With ominous nods to the poet-playwright Mayakovsky, stoic first-century Roman philosopher Seneca The Younger, and the partial autobiography Sorrows of Young Werther by Johann Wolfgang von Goethe, Jealousy often assumes their amalgamated aesthetics, with particular regard to the latter considering the character of Louis is based upon Philippe Garrel's own father, actor Maurice Garrel.  Additionally casting his daughter Esther as Louis' younger sister, Philippe Garrel's film emulates the close-knit familial relationships in its vignette-style format, because they literally exist outside the production itself.  Despite Claudia's penchant for confrontation and Louis' impulse to flirt with women on-and-off the set, the film is actually pleasing to watch, because it does not favor hammy dramatizing over subtle expression.  Ultimately, through its glimpsing of lives, this unique take on memory comes to resemble "life as remembered from the afterlife," as writer Ignatiy Vishnevetsky puts it.  The feeling, again, is consistently brought to attention by Charlotte, in the shadow of her separated parents, as a stand-in for Philippe Garrel himself, especially if he is relying upon the act of adapting memories of his father from a similar age of eight in the mid-1950s.  And yet even more layers to the film reveal themselves as the second part, "Sparks in a Powder Keg," ignites; Claudia's new-found confidence diffuses Louis' sense of control.  During a heated argument in Claudia's sunlit flat bestowed by her new fashionable architect employer Henri, it's Louis who flies into an envious fit about Henri's affection for her and what she has possibility done to warrant such a gift.  Following a comment about "everyone putting on an act," the film turns to self-reference and life imitating art, as the the two characters, in fact, possess backgrounds in the theatre.
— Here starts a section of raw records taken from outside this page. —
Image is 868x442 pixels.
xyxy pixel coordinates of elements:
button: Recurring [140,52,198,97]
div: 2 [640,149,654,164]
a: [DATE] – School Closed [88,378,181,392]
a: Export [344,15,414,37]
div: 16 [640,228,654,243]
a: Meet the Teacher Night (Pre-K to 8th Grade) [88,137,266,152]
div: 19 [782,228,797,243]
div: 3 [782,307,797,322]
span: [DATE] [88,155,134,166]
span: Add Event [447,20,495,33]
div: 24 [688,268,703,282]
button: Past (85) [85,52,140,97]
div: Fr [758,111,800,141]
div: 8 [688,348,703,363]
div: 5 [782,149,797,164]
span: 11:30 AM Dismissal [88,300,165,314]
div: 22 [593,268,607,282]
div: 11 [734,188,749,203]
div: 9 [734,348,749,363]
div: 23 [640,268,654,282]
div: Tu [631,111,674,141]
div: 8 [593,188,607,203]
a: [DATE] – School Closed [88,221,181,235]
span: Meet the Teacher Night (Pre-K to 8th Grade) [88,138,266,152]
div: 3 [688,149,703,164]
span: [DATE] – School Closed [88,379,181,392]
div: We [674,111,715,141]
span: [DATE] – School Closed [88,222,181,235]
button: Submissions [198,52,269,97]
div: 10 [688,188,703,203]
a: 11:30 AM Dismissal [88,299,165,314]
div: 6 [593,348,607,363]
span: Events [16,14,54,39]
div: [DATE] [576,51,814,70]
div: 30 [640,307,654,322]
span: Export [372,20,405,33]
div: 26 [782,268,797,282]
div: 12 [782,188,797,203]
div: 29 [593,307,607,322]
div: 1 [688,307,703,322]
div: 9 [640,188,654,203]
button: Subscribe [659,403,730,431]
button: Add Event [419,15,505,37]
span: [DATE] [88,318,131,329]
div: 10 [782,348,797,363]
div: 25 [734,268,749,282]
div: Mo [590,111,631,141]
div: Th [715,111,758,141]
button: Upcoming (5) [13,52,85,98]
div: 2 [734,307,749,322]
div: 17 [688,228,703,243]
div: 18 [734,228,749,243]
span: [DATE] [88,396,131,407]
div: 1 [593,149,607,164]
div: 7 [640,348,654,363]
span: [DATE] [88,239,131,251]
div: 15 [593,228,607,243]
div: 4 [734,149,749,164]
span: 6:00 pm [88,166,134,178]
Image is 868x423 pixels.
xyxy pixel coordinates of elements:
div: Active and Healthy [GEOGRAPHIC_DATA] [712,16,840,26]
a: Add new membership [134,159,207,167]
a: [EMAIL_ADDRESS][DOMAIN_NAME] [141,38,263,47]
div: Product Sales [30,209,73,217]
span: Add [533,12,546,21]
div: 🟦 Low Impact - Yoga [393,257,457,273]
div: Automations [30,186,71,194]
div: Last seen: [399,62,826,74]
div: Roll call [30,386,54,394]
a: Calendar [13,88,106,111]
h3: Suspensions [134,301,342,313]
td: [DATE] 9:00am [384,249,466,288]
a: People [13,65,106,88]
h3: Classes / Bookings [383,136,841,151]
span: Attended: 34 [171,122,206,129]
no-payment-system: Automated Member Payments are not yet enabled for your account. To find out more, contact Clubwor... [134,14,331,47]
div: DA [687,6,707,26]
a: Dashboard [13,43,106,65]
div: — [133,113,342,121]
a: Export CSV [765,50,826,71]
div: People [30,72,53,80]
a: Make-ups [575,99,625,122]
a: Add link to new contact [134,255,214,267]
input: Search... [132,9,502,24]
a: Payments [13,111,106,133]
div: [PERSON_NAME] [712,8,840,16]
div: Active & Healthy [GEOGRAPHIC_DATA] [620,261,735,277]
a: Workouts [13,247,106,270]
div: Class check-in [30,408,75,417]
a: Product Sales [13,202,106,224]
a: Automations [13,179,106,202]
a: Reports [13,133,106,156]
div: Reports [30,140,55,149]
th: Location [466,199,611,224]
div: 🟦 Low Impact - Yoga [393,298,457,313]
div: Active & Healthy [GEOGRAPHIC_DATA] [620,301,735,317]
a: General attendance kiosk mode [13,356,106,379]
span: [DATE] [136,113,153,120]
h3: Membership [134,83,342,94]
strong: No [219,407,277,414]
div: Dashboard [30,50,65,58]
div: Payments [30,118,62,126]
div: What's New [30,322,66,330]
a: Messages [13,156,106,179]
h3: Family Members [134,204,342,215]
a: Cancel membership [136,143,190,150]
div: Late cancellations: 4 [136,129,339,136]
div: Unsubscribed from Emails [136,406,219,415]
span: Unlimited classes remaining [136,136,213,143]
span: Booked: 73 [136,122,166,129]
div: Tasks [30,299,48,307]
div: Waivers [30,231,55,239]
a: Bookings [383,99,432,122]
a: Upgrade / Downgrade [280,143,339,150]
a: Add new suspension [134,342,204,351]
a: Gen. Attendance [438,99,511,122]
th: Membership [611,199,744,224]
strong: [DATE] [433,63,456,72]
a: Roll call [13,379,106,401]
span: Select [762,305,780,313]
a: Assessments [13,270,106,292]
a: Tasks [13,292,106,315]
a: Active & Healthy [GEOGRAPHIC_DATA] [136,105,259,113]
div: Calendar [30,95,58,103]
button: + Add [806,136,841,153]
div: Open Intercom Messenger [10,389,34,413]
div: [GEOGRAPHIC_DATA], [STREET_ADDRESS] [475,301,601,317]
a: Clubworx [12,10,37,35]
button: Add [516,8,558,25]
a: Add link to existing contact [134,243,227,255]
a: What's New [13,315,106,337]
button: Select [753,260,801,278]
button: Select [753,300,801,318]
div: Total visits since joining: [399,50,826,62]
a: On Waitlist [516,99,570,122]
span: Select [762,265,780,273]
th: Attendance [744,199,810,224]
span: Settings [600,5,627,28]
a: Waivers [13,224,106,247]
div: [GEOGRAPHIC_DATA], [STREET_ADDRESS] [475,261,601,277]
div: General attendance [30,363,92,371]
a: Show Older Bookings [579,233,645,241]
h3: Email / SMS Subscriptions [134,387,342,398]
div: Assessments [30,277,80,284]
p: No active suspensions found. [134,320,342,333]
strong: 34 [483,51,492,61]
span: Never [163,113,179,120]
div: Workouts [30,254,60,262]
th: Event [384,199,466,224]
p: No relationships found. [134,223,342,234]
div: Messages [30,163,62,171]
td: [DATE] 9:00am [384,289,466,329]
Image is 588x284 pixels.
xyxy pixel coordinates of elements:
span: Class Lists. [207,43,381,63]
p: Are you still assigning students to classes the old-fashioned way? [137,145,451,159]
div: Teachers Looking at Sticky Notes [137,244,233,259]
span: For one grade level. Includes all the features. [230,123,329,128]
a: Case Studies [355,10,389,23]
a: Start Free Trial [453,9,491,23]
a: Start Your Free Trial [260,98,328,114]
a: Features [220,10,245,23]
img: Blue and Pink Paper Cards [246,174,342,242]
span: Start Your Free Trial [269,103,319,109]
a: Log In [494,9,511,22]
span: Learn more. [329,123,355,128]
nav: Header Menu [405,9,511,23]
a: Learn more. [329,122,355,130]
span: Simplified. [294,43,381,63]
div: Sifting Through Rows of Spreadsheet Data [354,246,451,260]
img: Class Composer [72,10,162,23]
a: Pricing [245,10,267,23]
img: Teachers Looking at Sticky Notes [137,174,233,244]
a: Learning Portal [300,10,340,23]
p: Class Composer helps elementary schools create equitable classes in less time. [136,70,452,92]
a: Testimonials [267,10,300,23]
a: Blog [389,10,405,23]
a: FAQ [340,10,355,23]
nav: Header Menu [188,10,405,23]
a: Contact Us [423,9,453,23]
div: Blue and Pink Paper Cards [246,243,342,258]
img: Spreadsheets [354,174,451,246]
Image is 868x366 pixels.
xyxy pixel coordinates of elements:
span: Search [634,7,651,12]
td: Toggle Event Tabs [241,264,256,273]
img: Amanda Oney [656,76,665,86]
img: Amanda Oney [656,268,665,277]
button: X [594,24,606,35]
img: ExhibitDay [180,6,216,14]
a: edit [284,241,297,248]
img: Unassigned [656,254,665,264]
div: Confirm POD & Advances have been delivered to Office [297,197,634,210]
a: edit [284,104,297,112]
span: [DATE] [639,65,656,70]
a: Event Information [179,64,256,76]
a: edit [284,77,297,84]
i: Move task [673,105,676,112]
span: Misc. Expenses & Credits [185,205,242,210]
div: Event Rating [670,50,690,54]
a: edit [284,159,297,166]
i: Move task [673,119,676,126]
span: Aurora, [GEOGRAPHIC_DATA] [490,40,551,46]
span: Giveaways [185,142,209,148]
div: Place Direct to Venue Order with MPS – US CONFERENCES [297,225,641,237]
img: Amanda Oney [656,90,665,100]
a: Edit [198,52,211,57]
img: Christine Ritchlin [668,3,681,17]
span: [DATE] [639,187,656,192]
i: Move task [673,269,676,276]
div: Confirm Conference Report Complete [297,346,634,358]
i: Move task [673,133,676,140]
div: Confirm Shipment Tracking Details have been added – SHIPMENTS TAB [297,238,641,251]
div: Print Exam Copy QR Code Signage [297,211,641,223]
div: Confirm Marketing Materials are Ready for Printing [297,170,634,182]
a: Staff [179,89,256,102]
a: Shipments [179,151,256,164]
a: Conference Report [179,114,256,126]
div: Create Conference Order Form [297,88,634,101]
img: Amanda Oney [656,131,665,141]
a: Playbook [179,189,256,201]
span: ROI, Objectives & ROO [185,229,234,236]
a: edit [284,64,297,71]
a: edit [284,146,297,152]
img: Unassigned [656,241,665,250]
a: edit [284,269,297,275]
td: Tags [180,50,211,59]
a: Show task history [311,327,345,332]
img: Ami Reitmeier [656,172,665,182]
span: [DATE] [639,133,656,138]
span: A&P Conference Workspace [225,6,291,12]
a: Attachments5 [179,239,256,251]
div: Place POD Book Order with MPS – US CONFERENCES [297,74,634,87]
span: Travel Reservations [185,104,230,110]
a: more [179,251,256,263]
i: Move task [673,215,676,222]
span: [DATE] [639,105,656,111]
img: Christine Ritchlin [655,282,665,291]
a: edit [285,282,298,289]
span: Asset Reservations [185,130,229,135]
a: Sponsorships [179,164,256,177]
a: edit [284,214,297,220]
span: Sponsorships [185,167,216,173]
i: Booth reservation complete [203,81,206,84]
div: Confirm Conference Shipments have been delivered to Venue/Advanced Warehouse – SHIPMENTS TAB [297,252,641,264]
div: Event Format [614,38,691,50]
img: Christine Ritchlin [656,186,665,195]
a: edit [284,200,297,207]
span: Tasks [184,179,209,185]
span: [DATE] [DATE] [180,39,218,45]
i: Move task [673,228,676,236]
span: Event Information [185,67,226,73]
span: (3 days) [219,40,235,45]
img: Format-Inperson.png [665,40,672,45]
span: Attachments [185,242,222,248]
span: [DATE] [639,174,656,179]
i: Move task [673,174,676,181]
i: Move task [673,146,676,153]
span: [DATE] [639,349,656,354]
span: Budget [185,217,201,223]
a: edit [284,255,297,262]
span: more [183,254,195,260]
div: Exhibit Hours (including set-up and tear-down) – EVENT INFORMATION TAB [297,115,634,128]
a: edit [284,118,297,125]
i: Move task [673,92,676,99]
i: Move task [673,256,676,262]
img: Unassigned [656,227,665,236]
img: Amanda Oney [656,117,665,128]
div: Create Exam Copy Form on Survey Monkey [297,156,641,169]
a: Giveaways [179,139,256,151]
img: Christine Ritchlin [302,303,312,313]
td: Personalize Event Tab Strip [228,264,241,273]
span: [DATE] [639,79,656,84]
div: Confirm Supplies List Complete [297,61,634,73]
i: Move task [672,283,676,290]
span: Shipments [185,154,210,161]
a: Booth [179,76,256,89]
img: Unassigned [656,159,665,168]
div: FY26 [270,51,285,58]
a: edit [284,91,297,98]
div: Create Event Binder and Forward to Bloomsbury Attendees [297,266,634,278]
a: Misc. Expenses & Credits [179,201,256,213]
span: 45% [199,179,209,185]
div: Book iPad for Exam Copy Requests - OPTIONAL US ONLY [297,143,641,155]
In a manner that Matías Piñeiro's similarly concise Viola (2012) introduces Shakespeare to explore larger constructs of identity in Buenos Aires, Argentina, Jealousy utilizes the mirroring of art and life to great effect.  It's not as pronounced as in Piñeiro's dreamlike theatrical experiment or something equally postmodern that entangles the arts of theatre and cinema like You Ain't Seen Nothin' Yet (2012) by Alain Resnais, but in the closing act, director Garrel compellingly pits the principal character against himself where his theatrical role infiltrates his interactions with Claudia.  Louis' affectations also seep into Claudia's demeanor as the host of a dinner party.  Afterwards, as she hastily packs her belongings to leave, he pleads to her, "If you knew this, why put on an act all night?"  Considering Louis' flings in the preceding scenes, the question seems ironic; he asserts his romantic devotion to Claudia, but his behavior suggests that he's perpetually looking for an invigorating escape- another part to play in a relationship as one would try on a new role.  The film doesn't delve into these psychological inquiries too deeply, but it does run with a tried-and-true Shakespearean theme of personae/masks as tension rises between Claudia and Louis.  With a title like Jealousy that conjures malevolence, it surprisingly runs the gamut of feelings from tender introspection, to giddiness, to despair in short cyclical scenes that feel less abstract than they literally are.  Towards the conclusion, an elderly professor friend (Jean Pommier) asserts that Louis understands fictional characters better than people closest to him.  It's a clever joke but more significantly one that reflects upon the grand idea of the performance and romantic self-deception.  Throughout the film, despite a rather upbeat demeanor, Louis simply appears to be trying to enliven himself through the promise of a love affair, blind to the fact that he needn't look to create interpersonal drama when his daughter asks for his warm embrace, which likely has roots in Philippe Garrel's own sentiment about his dad.